IRB uses matrix to clarify research risks
Four harms by four degrees of risk
Evaluating research risk requires understanding a variety of potential harms and their nuanced impact. IRBs might find it useful to have a matrix to help explore each potential harm.
"In order to evaluate risk, you have to understand that it’s a construction, a conceptual construction that we make where we try to get a sense of the severity of the harm," says Paul Reitemeier, PhD, chair of the human research review committee and associate professor of philosophy at Grand Valley State University in Allendale, MI.
"You have to identify the nature of the harm and its severity, and you have to identify the likelihood of it occurring," he adds.
Federal regulations identify four kinds of harm, so the IRB decided to look at four degrees of severity and four areas of harm. These form the rows and columns of the matrix.
"We decided to put an empirical descriptor in each box," Reitemeier says.
The four columns pertaining to the four levels of risk include potential harms of health/physical, privacy/social/legal, psychological, and financial. (See information on these four potential harms, page 90.)
Researchers find communicating risk to be a delicate dance, Reitemeier notes.
They want to provide adequate information without unnecessarily alarming potential subjects. The matrix with its empirical examples in each of the categories gives them a way to describe risk to participants and to better educate themselves about their study’s risk, he adds.
The matrix doesn’t address frequency because researchers often will not know a potential harm’s frequency until the study is underway.
"You can imagine all kinds of research where the people who are asked to participate have a different understanding of what minimal or moderate or significant risk would mean," he says. "So the matrix is a tool to try to help the researcher figure out how to describe a potential harm based on the type of harm and the severity of it," he explains.
An example of how differently scientists and a study population might view harm is what happened with the Havasupai Indians in Arizona over the past 24 years, Reitemeier says.
Researchers in 1990 obtained permission from the community to draw blood for research. Investigators initially hoped to learn more about the tribe’s high rate of diabetes. But over the years, the blood samples were used for other genetic research, including study into the tribe’s geographical origin.
"When they completed their research, they did a DNA analysis and determined these people came across the Bering Strait from Russia years ago," Reitemeier says. "This was upsetting to Native Americans because their culture said they had originated in the Grand Canyon."
Had the researcher or IRB anticipated this cultural and psychological harm, they could have provided better informed consent and took precautions to minimize the risk, he says.
The four rows of the matrix stipulating the severity of risk are these:
• No more than minimal risk. This is defined in the regulations as the risk you undertake if you are an average, normal, healthy person living in a safe environment, he says.
"It includes routine physical or psychological procedures or tests," he adds.
Blood tests and gathering information about height and weight are examples of no more than minimal risk.
• Minor increase over minimal risk. This one is ambiguously defined as more risk than minimal, but less than moderate, Reitemeier says.
• Moderate risk. "This is more harmful than most people would think about, but the harm has to be temporary," he explains. "It could last more than 24 hours, and it should be reversible with moderate discomfort, bodily function or pain."
Consider the risk associated with getting one’s tooth drilled or if someone’s private information is released with his or her identity attached and it appears to be socially embarrassing, he notes.
Consider psychological harm, defined subjectively, as upsetting, unwanted emotional responses, but not impairing, and they are transient.
"They go away after a while," Reitemeier says. "You might be sad and nervous and have your sleep disrupted, or it could be financial, a temporary or moderate financial cost or loss, a short absence from work where you lose wages, or it might be a waste of time if the research lacks scientific merit."
• High risk and life-threatening risk. "It is permissible for IRBs to review and approve research that carries that level of risk, but it has to have strong justification," Reitemeier says.
The matrix contains a series of examples of types of harm at different levels of risk. IRB reviewers can consult it when they’re trying to make a determination, and IRB staff can use it when trying to decide if a study is exempt or requires an expedited or full board review, he explains.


◆ ACTIVITY ◆
When the word "EPCs" appears in a line of the data below, list that line.

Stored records
──────

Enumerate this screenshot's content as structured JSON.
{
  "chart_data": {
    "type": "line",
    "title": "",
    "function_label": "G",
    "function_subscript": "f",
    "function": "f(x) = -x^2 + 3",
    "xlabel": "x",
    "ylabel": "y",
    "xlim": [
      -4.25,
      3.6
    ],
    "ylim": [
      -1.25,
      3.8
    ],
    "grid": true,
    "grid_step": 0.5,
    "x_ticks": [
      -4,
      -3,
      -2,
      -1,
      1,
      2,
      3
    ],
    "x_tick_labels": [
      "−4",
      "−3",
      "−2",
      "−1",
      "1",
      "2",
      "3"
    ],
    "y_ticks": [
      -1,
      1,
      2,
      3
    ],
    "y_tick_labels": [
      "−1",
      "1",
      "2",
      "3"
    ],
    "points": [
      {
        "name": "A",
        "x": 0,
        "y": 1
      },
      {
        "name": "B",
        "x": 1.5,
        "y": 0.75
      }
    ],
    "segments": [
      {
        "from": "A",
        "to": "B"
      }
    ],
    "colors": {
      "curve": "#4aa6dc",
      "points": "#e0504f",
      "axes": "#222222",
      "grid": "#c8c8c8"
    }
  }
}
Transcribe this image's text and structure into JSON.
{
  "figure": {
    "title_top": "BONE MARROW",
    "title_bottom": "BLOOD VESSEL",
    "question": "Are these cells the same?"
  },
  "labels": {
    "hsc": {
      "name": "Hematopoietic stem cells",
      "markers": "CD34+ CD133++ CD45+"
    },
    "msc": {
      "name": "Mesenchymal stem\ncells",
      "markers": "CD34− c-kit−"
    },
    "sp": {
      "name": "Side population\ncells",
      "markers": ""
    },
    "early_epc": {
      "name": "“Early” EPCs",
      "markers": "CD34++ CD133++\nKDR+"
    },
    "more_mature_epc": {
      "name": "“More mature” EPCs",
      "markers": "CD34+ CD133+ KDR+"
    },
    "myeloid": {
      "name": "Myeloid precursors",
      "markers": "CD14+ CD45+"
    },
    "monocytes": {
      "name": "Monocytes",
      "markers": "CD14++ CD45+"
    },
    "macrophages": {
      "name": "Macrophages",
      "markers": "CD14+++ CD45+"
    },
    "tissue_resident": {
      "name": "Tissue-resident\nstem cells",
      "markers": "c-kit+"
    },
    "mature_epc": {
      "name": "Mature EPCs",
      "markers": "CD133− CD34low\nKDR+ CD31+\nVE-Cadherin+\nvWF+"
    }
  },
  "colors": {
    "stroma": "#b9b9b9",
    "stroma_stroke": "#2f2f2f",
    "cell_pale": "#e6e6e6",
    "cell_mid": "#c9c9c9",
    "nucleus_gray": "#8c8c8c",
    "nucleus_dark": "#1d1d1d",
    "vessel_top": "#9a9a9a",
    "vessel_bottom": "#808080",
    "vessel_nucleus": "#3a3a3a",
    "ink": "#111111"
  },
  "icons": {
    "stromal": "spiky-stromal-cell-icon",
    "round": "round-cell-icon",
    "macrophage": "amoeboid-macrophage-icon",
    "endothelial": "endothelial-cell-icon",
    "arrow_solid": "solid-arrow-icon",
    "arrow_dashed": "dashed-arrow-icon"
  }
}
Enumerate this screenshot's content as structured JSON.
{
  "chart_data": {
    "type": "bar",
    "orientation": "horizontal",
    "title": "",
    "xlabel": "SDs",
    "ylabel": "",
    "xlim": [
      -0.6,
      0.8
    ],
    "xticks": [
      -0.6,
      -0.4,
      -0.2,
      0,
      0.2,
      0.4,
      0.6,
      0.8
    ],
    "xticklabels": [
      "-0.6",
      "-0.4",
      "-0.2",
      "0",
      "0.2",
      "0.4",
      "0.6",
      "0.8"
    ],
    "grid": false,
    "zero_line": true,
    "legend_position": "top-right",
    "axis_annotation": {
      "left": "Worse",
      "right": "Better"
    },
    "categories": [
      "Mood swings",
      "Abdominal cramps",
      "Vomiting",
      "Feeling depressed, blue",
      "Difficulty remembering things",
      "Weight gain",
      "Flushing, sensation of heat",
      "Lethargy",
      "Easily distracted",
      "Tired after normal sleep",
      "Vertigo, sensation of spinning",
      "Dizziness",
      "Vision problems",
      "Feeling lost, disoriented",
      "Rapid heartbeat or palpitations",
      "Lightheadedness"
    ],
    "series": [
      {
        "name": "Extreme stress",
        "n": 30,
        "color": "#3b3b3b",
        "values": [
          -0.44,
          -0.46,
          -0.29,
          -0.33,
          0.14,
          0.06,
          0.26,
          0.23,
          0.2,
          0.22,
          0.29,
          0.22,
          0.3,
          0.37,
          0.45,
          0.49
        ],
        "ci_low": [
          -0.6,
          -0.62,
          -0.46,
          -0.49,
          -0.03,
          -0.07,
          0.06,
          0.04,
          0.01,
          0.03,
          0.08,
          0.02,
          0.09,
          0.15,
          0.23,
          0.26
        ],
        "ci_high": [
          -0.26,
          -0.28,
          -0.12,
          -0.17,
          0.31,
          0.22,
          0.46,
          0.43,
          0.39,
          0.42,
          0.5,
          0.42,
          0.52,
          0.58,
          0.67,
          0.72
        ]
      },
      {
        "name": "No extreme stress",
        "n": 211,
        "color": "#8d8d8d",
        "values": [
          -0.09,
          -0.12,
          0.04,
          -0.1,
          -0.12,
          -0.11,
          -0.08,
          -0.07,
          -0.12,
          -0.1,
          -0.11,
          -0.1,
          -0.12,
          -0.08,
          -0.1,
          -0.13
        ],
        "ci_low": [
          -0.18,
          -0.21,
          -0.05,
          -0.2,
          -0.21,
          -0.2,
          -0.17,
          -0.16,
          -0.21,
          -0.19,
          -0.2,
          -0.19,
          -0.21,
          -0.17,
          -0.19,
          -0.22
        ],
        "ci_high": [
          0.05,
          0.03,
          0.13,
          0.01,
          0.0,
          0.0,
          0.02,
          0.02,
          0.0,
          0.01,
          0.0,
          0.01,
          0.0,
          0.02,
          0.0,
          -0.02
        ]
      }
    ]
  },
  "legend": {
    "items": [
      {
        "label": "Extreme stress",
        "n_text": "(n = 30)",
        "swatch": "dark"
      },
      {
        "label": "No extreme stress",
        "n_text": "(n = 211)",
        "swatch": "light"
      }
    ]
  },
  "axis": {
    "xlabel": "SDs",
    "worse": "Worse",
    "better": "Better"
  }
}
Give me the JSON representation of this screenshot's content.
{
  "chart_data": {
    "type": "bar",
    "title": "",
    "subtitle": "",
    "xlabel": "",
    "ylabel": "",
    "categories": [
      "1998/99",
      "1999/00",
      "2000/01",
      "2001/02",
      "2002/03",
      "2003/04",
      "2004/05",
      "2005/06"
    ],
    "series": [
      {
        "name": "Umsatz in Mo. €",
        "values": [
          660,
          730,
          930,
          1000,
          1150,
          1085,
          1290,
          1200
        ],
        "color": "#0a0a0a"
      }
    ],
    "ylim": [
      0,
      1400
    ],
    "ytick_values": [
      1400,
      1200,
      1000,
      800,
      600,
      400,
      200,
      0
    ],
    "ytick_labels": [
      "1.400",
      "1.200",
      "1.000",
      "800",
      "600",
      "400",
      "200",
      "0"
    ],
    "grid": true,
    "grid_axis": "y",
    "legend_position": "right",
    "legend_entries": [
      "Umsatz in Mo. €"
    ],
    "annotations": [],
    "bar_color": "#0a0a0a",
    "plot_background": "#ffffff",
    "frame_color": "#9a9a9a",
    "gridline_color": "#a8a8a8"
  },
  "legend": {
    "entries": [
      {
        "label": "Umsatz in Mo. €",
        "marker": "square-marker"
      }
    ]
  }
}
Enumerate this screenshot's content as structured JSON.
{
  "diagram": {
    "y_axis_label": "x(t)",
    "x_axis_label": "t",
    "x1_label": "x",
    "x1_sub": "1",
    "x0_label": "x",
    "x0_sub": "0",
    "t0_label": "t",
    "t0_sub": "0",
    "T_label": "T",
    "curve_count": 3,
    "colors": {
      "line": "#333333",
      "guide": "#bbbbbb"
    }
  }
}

──────

◆ OUTPUT OF THE EXERCISE ◆
      "name": "“Early” EPCs",
      "name": "“More mature” EPCs",
      "name": "Mature EPCs",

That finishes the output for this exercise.